The Opacity of Hope - WSJ.com

Nice title and well written. Unlike the left, that wanted Bush gone from day one and did everything they could to make that clear for the full eight years, no matter what the cost of that disunity to the nation, the general position of the right is "hopefully Obama will succeed" (somehow). Conservatives tend to have jobs, families and investments, which gives them a vested interest in the nation moving forward. More lefties are single, no kids or estranged kids, limited or no employment or tenured or union employment that they believe is just another part of "their rights". They believe that if things get really bad, "the fat cats" will be hurt worse then them, so "bring it on".

We know the least about what Obama intends to do than we have known about any President in my memory, but given the world that we live in, it seems a certain bet that there will be tough, lonely, and unpopular decisions to be made if he is to have a chance at success. I think the following paragraph captures that well -- the rest of the article is worth reading as well:

As a matter of political character, many of these questions hang on Mr. Obama's toughness. We know he is intelligent and clever. What we don't know is if he can make a difficult decision in the national interest that is unpopular, and then endure the consequences. Reagan showed his steel by staring down the Patco strike at home and Soviet scare-tactics against missile deployments abroad. Whatever his mistakes in Iraq, George W. Bush's "surge" was a lonely call that has proven to be right. As far as we know, Mr. Obama has had to make no such decision in his short public life.


Bush's Sin

William McGurn: Bush's Real Sin Was Winning in Iraq - WSJ.com

I believe this to be a pretty correct call. The highlight here:

"Americans must be clear that Iraq, and the region around it, could
be even bloodier and more chaotic after Americans leave," read the
editorial. "There could be reprisals against those who worked with
American forces, further ethnic cleansing, even genocide." Even genocide. With no hint of irony, the Times nevertheless went on to conclude that it would be even worse if we stayed.

This
is Vietnam thinking. And the president never accepted it. That was why
his critics went ape when, in a speech to the Veterans of Foreign Wars,
he touched on the killing fields and exodus of boat people that
followed America's humiliating exit off an embassy rooftop. As the
Weekly Standard's Matthew Continetti noted, Mr. Bush had appropriated
one of their most cherished analogies -- only he drew very different
lessons from it.

Mr. Bush's success in Iraq is equally infuriating, because it showed
he was right and they wrong. Many in Washington have not yet admitted
that, even to themselves. Mr. Obama has. We know he has because he has
elected to keep Mr. Bush's secretary of defense -- not something you do
with a failure.



I suspect that BO plans to throw Gates under the bus at the first sign of trouble, but if Iraq was where BO and the Democrats had predicted it would be, the Bush SecDef would be OUT, and there would be "immediate withdrawl". If BO, Reid, Hillary, Biden, etc were Republicans rather than Democrats, being as wrong as they were about the surge would have been the end of their electability to anything higher than their posititions at the time they took the "war is lost", "surge will fail" positions--if that. When you are a Republican and take solid positions that turn out that wrong -- or even less wrong than that, you are a pariah (witness Bush).

RATs Leave The Mall

The scene on the Mall of our Nations Capitol after those environmental saints, the BO "Renew America Together" (RAT) lefties leave. The "renewal" is under way, the RATs have to be feeling a sense of relief to see America looking as they would want it to be!

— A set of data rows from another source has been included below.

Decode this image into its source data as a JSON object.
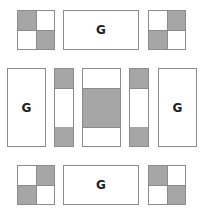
{
  "diagram": {
    "colors": {
      "fill_gray": "#a6a6a6",
      "stroke": "#8c8c8c",
      "background": "#ffffff"
    },
    "top_row": {
      "left_square": {
        "shaded": [
          "top-left",
          "bottom-right"
        ]
      },
      "center_rect": {
        "label": "G"
      },
      "right_square": {
        "shaded": [
          "top-right",
          "bottom-left"
        ]
      }
    },
    "middle_row": {
      "left_tall_rect": {
        "label": "G"
      },
      "left_strip": {
        "shaded": [
          "top",
          "bottom"
        ]
      },
      "center_block": {
        "shaded": [
          "middle"
        ]
      },
      "right_strip": {
        "shaded": [
          "top",
          "bottom"
        ]
      },
      "right_tall_rect": {
        "label": "G"
      }
    },
    "bottom_row": {
      "left_square": {
        "shaded": [
          "top-right",
          "bottom-left"
        ]
      },
      "center_rect": {
        "label": "G"
      },
      "right_square": {
        "shaded": [
          "top-left",
          "bottom-right"
        ]
      }
    }
  }
}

Now if they can just get the rest of the country to meet their "high standards"!

Tuesday, January 20, 2009

Markets, BO, and IBM

CNNMoney.com Market Report - Jan. 20, 2009

While most of the nation waxed poetic with the heady scent of BO in the air, and seemed excited to become RATs (Renew America Together), the market seemed less than thrilled. -332 and the first close below $8,000 for 2009.

Meanwhile, IBM reported earnings of $4.4 billion for the 4th QTR of '08 vs $4 billion for '07, and broke $100 Billion in revenue for '08 at $103 billion vs $98.8 billion in '07. So, apparently the economy isn't broken EVERYWHERE (yet).

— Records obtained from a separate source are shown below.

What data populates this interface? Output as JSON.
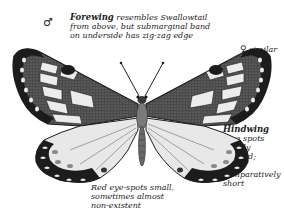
{
  "figure": {
    "symbols": {
      "male": "♂",
      "female": "♀"
    },
    "annotations": {
      "forewing": {
        "title": "Forewing",
        "line1": " resembles Swallowtail",
        "line2": "from above, but submarginal band",
        "line3": "on underside has zig-zag edge"
      },
      "female_note": {
        "symbol": "♀",
        "line1": " similar",
        "line2": "to ♂"
      },
      "hindwing": {
        "title": "Hindwing",
        "lines": [
          "blue spots",
          "clearly",
          "defined;",
          "tail is",
          "comparatively",
          "short"
        ]
      },
      "eyespots": {
        "lines": [
          "Red eye-spots small,",
          "sometimes almost",
          "non-existent"
        ]
      }
    },
    "colors": {
      "wing_black": "#1c1c1c",
      "wing_dark": "#3a3a3a",
      "wing_pale": "#ececec",
      "body": "#7a7a7a"
    }
  }
}
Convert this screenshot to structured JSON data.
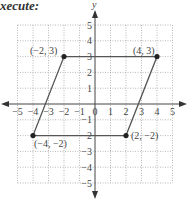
{
  "heading": "xecute:",
  "chart_data": {
    "type": "scatter",
    "title": "",
    "xlabel": "x",
    "ylabel": "y",
    "xlim": [
      -5,
      5
    ],
    "ylim": [
      -5,
      5
    ],
    "grid": true,
    "x_ticks": [
      "-5",
      "-4",
      "-3",
      "-2",
      "-1",
      "0",
      "1",
      "2",
      "3",
      "4",
      "5"
    ],
    "y_ticks": [
      "-5",
      "-4",
      "-3",
      "-2",
      "-1",
      "1",
      "2",
      "3",
      "4",
      "5"
    ],
    "points": [
      {
        "x": -2,
        "y": 3,
        "label": "(−2, 3)"
      },
      {
        "x": 4,
        "y": 3,
        "label": "(4, 3)"
      },
      {
        "x": 2,
        "y": -2,
        "label": "(2, −2)"
      },
      {
        "x": -4,
        "y": -2,
        "label": "(−4, −2)"
      }
    ],
    "shape": "parallelogram",
    "colors": {
      "grid": "#9a9a9a",
      "lines": "#555555",
      "points": "#222222"
    }
  }
}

Why is IBM "optimistic" for '09? Because a company that pulled in over $100 billion in revenue for '08 figures that it will get at least it's share of the lard due from BO in '09. Now isn't that special? I guess it is better to give the money to a company that is MAKING money rather than to those that are LOSING it like Detroit, but it still gives one pause.

Listening to the media in '07 and '08 it seemed that the only real issue was "recession or depression", yet here we have a major US company doing well in the teeth of what at least we are being told is "the worst economy since the depression". The winds of negativity at least took the spark out of the stock (and most every other stock), but somebody kept spending $100 billion and made it another good year.

I'm SURE that BO and his minions will straighten this all out -- quickly. Will Sam Palmisano be right and IBM will get nice hefty slabs of pork? or will BO and crew find some other companies maybe doing less well that maybe contributed more to his coffers or those of his party, and smile on them with a bank roll of many billions? I guess the message of to day is "the nation trusts him to do whatever he wants to do, and the media especially trusts him". Most people feel that is "good" -- the market is somehow "crooked", BO is straight -- let him decide who gets the funds, that is a better way.

So the Obamanation begins!

Evidence of Moose Brain Damage

Why so many minds think alike - CNN.com

I often find myself in the "opposition position" -- politically, in meetings, in discussions, etc.. In fact, I feel more uncomfortable in the majority. When 80% of the people were in favor of the Iraq war, I was reasonably certain that the vast majority of people didn't really know what they were "in favor of". The prior two "quick low casualty wars" ... Iraq in '90 and Afghanistan in '01 (although that wasn't REALLY over, most people thought of it as such) had led them to believe that "modern war was easy", which was of course a false belief that was never going to last.

BO at least lets me be comfortable again. It looks like 80% of the folks think "he is great" although it would be impossible to tell from what he has said / done so far to really have any clue of what kind of President he will be other than probably "smooth". I think that people especially like to be in in favor of something that is viewed as "positive but undefined"--it lets them feel good and think less. It is also really fun for 80% of people to be in agreement on being AGAINST something that is "negative but undefined" -- as in George Bush.  Many of them REALLY don't like it when one of them makes a statement that they are CERTAIN that "everyone will agree with", and some big bald guy is willing to stand up for of all people, BUSH! and they don't really have any answer to "why they hate him" -- they were just told to, and figure that everyone either does as well, or would shut up and follow the crowd like evolution demands.


So, maybe the areas of my brain that would make me want to turn with the herd are damaged.

One reason behind conformity is that, in terms of human evolution, going against the group is not beneficial to survival, Berns said. There is a tremendous survival advantage to being in a community, he said.

"Our brains are exquisitely tuned to what other people think about us, aligning our judgments to fit in with the group," Berns said.

It might also be possible that being rather large with a loud voice, some part of my brain has figured out that my ability to "blend in" with the herd is "less than optimal", so I had better be able to operate without or against the herd. It turns out that in "verbal combat" (or even physical), the herd has a hard time doing a "group attack" -- one of the many herd mentality weaknesses.

My guess though is that most of the people that know me would be on the "brain damaged" viewpoint, and there is no way for me to disprove that one.